SUPPLIED MATERIAL:

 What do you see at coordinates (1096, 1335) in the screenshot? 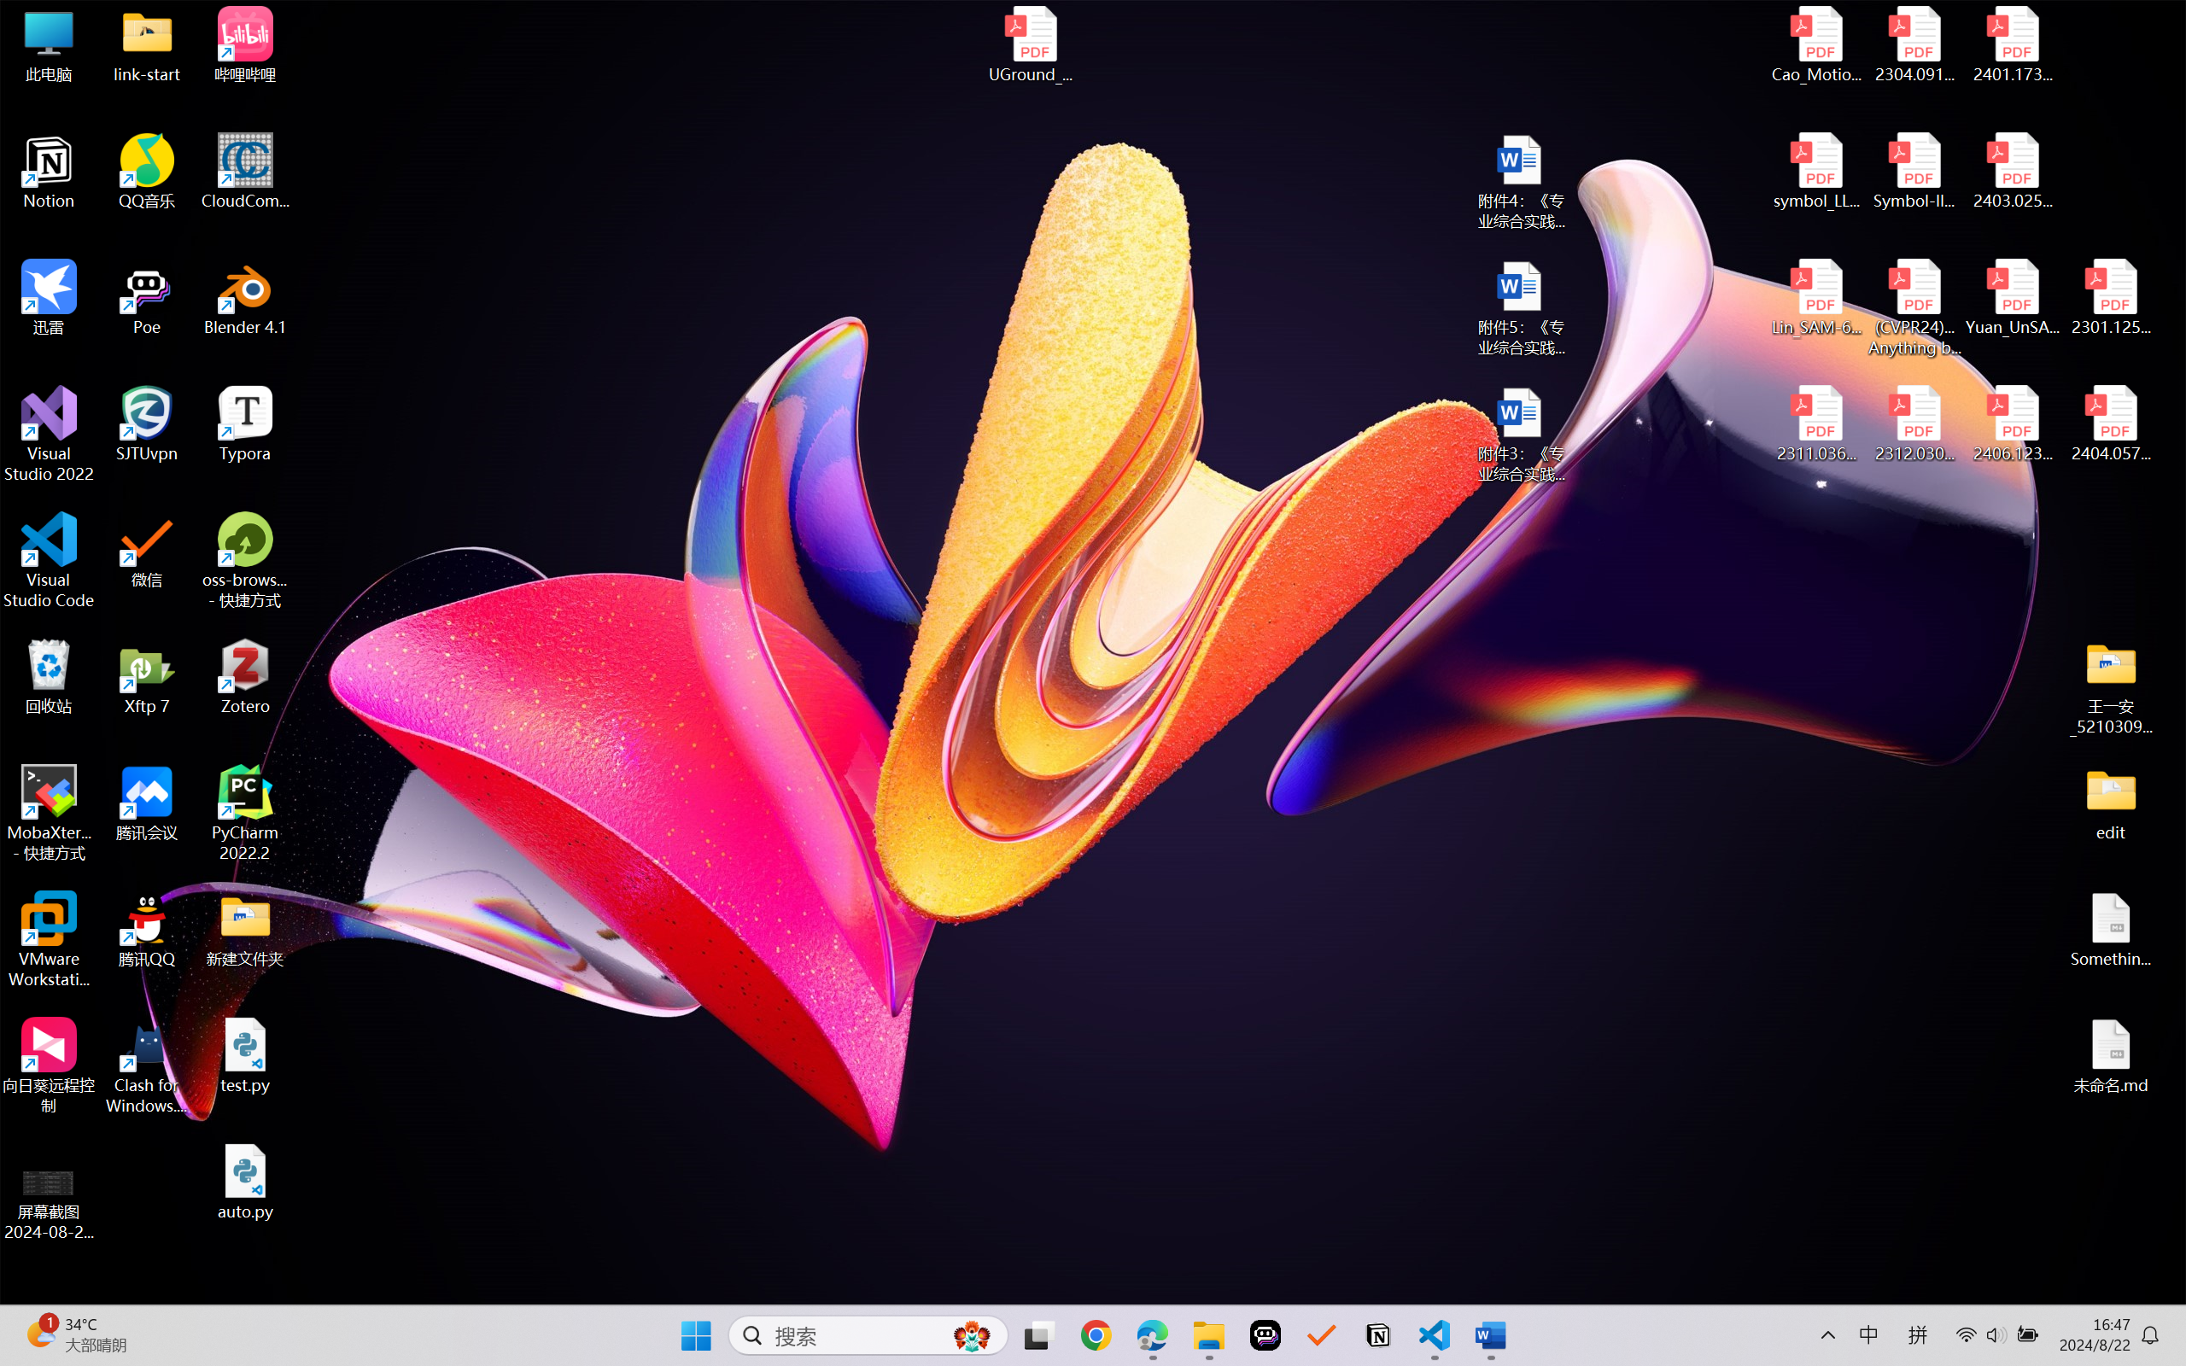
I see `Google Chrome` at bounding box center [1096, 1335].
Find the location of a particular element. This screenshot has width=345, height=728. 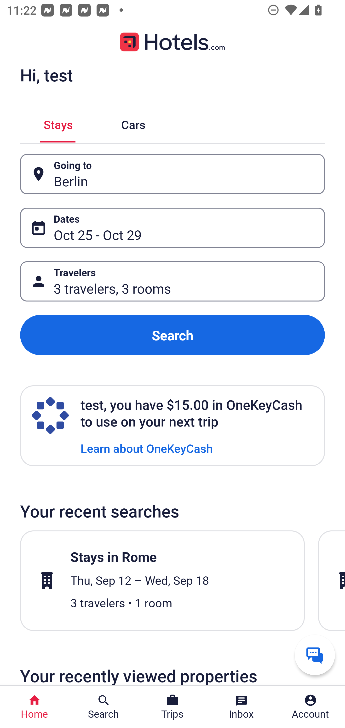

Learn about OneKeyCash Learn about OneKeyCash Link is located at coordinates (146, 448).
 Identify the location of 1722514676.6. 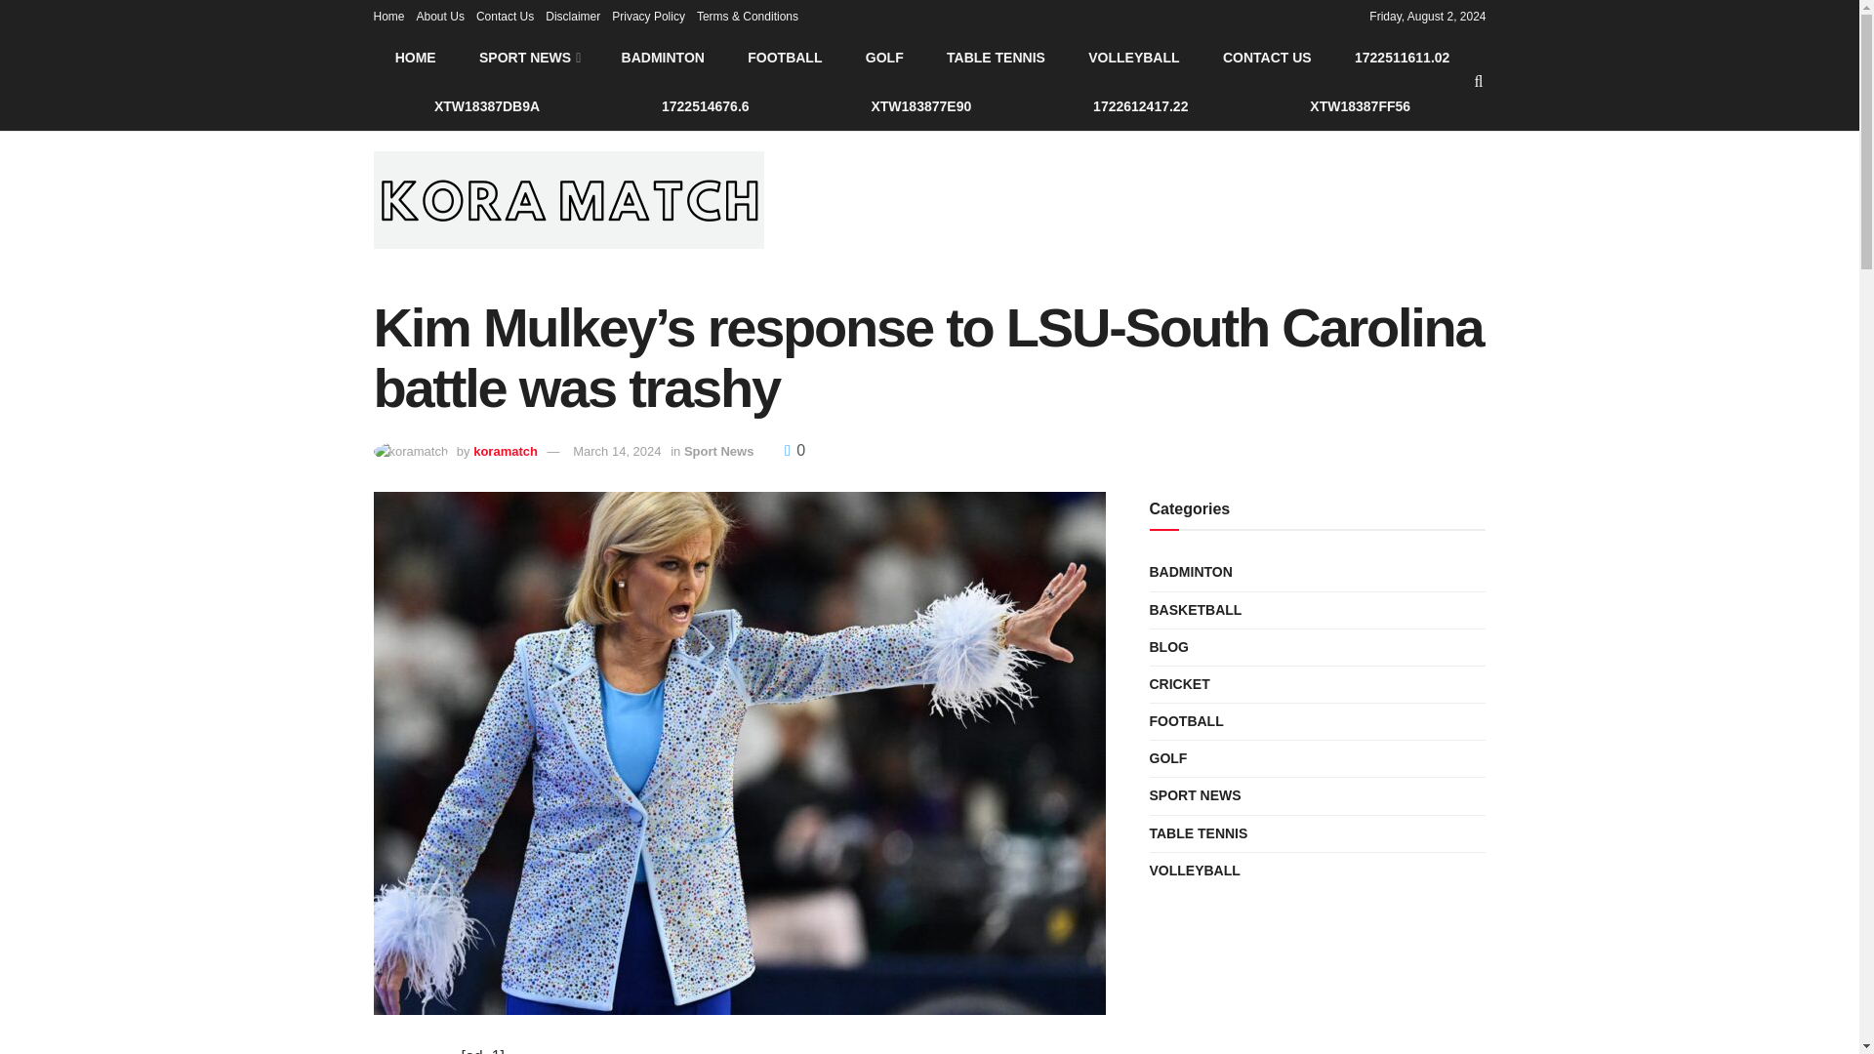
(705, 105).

WHAT YOU NEED TO DO:
Transcribe the records word for word and include no pictures.

EXERCISE ANSWER:
 What do you see at coordinates (1096, 1335) in the screenshot? 
I see `Google Chrome` at bounding box center [1096, 1335].
Find the location of a particular element. This screenshot has width=345, height=728. 

Learn about OneKeyCash Learn about OneKeyCash Link is located at coordinates (146, 448).
 Identify the location of 1722514676.6. 
(705, 105).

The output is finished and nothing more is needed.